Baz Luhrmann, whose own Alexander the Great project
has been delayed until Stone's is gotten out of the way,
chose Leonardo di Caprio as his star. Luhrmann plans to
make Alexander's "homosexuality" a central motif
as well. He may want to analyze carefully how easy it was
for Stone to mishandle this.
Intense male
friendships were a pillar of social order in the ancient
world; the "old boy network" is a faint echo of
that traditional social reality. The bond between men in
a society of warriors, priests and kings is difficult for
moderns to comprehend, but it's safe to say that it was
alien to the culture of Christopher Street or the Castro.
Ironically, nothing has been unhealthier for true male bonding
than the rise of gay rights and its trifling, reductionist
presumptions about intermasculine relationships.
On top of the
"bent" toward boys that Stone ascribes to Alexander,
he saddles the hero's mother Olympias with a heavy snake
fetish (Angelina Jolie leading with her lips as always,
plus an accent from Russia with love), while his one-eyed
father Philip (a party-hearty Val Kilmer) alternately embraces
and shoves the lad away.

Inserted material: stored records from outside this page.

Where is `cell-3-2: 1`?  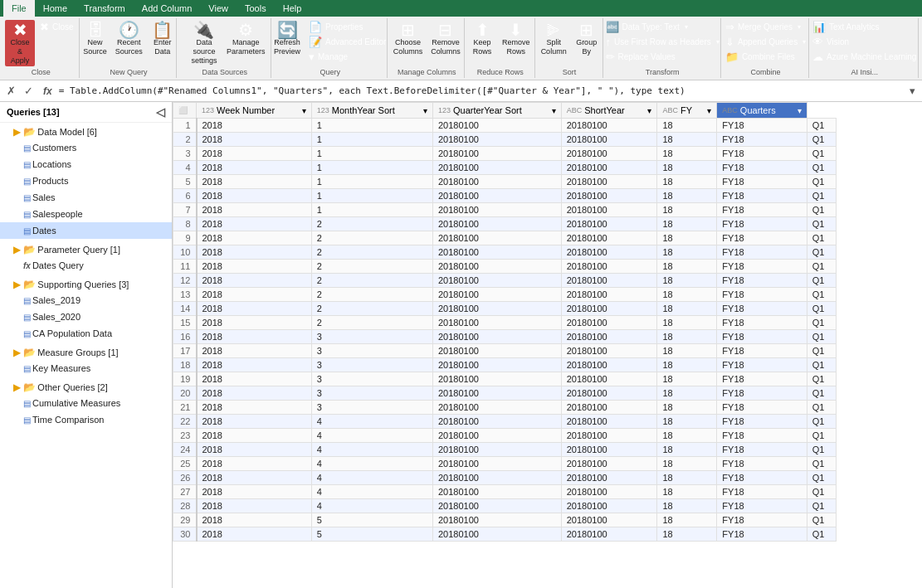 cell-3-2: 1 is located at coordinates (372, 168).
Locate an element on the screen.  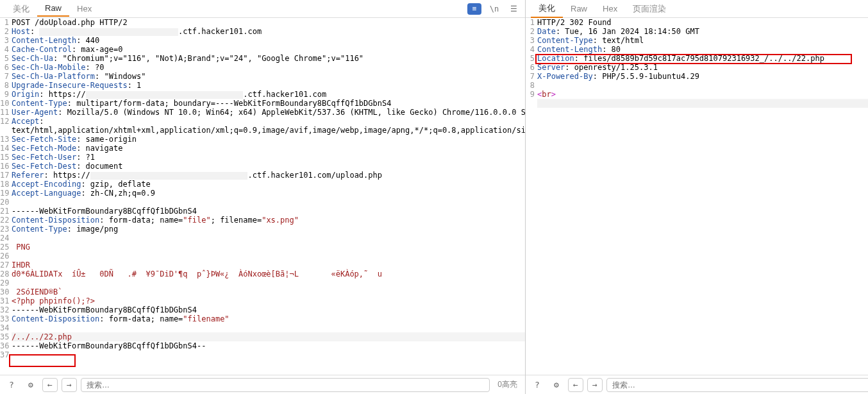
newline-icon: \n is located at coordinates (494, 9).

Clearly a textbook case of...
Stone realized
he must have a theory of why Alexander had to conquer,
and in fact comes up with several: Alexander's thrust eastward
is a sort of "civilizing mission," forcibly bringing
much-needed "change" to the Persian empire, like
an ancient Operation Iraqi Freedom. Or he is searching for
the Home he's never had. Or escaping from his harpy mother
and the guilt for his father's murder (which he almost certainly
had a hand in). Or seeking death, since he could not have
love. Or simply striving for "everlasting fame,"
the key to immortality in the ancient world. Or all of the
above.
But can modern
people begin to comprehend a man like Alexander? We know
he was a pupil of Aristotle, and many of Aristotle's works
are still available to us, but what effect did those teachings
have on a youth in the 4th Century before Christ? The bare
facts of Alexander's short life, thickly mythologized, point
to a charismatic sociopath drunk on battle glory and inspired
both by his own father and his Grecian ancestor, Achilles
of immortal fame.
Alexander's
worst problem, however, is that it repeatedly breaks the
spell of art. The music is... hokeysyrupy and
overblown. The reproductions of ancient painting and sculpture
are just "off' enough to keep reviving our disbelief.
The performances too often fail to distract the mind from
thoughts like "That's an actor in a wig and heavy makeup."
Yet speaking
of Gaugamela, another of Alexander's routs of the Persians
that took place near what is now Mosul in 331 B.C., this
battle is the zenith of the film, the one sequence that
does keep us spellbound. All is bronzed and glaring yellow,
veiled in vast swaths of dust. The camera's eagle-eyed view
penetrates the plain where long-lanced phalanxes wheel and
scythe-hubbed war chariots race as Alexander's brilliant
tactics wrest victory from the immense forces of Darius
III. Here the theme of free men vs. a slave army actually
plays out onscreen, amid great slaughter.
Alexander, whose
name means "keeps harm from men," lived only 33
years, was reputed to be the son of Zeus, sent vast quantities
of gold, frankincense and myrrh home to Macedonia from Persia
for use in ritual sacrifice, and attempted to unify the
known world under one king. After death his body was regarded
as the most sacred relic on earth; possession of it was
necessary to legitimate kingship for many years.
At the film's
end, Anthony Hopkins as the pharaoh Ptolemy calls Alexander's
"an empire of the mind." "The dreamers [like
Alexander]," he says, "exhaust us" and we
must destroy them.
Clearly there
are parallels between the lives of Alexander the Great and
Jesus Christ. Did Alexander foreshadow Christ, as some say,
"in an earthly way"? Is Alexander referred to
in the Book of Revelation as part of the advent of the Antichrist?
Was Christ God's reply to the vanity of dreams of human
dominion? ' The life of Alexander continues to fascinate
because we may never be done learning its lessons.